Examples include the diagnosis of various diseases, such as cancer and major depressive disorder (MDD), to mention only a couple. For instance, a gold-standard diagnosis of prostate cancer can be made by biopsy guided by a transrectal ultrasound or MRI imaging [3,4]. A surrogate diagnosis could be made based on the prostate-specific antigen (PSA) level in the blood [5], which can serve as a screening tool.
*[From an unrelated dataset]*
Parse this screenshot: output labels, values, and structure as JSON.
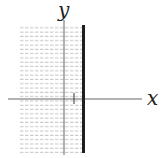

In addition, there are symptom-based self-administered survey instruments for prostate cancer diagnosis, such as the International Prostate Symptom Score (IPSS) [6]. For the diagnosis of MDD, a gold-standard diagnosis can be made through clinical interviews using the Structured Clinical Interview for DSM (SCID) [7,8]. Instead, the symptom-based Hamilton Depression Rating Scale (HDRS) [9] or Patient Health Questionnare-9 (PHQ-9) scale [10] is more often used. After all, none of these surrogate screening instruments may be free of misclassification errors compared with the gold-standard measures. Therefore, statistical inferences based on proxy or self-reported data will suffer biases in effect estimates of exposures, interventions, or treatments on study outcomes [11,12,13].
Numerous epidemiological and statistical approaches have been developed to adjust for misclassification and measurement errors, thereby mitigating potential biases in inferences, as introduced and compiled in several books [14,15,16,17,18]. This reflects the fact that measurement errors are difficult issues to appropriately handle and affect analysis results in broad research fields, including but not limited to epidemiology, public health, and statistics. We attempted to propose a relatively simple and straightforward method to adjust misclassification errors through building appropriate offset values in binary models to estimate unbiased effect sizes in terms of risk difference, relative risk, and odds ratio. The offset values specific to each effect measure will be determined based on the probabilities of misclassification errors of proxy measures compared to a gold-standard measure, which is often available through external or internal validation samples. We believe that the proposed approach to correcting biases through offset adjustment is novel and has not been previously studied. We presented a hypothetical randomized study example below, in which two groups were compared using several different measures of outcomes, and simulation studies were conducted to empirically verify the proposed approach in terms of unbiased point estimates and standard errors.
2. Materials and Methods
2.1. Setting and Notations
Suppose a randomized clinical trial is designed to compare adequate adherence to a medication for treating a disease between two study arms. The most rigorous and valid way to accurately measure and ascertain adherence would be to directly observe on a daily basis a participant’s ingestion of the medication in the presence of a healthcare professional treating the participant, which is called directly observed therapy (DOT). The daily DOT adherence measure could be considered a gold-standard measure. However, it would be extremely difficult and costly in many circumstances for both the patients and the health care professionals to ingest and observe, respectively, at the same time in a clinic or another appointed place on a daily basis.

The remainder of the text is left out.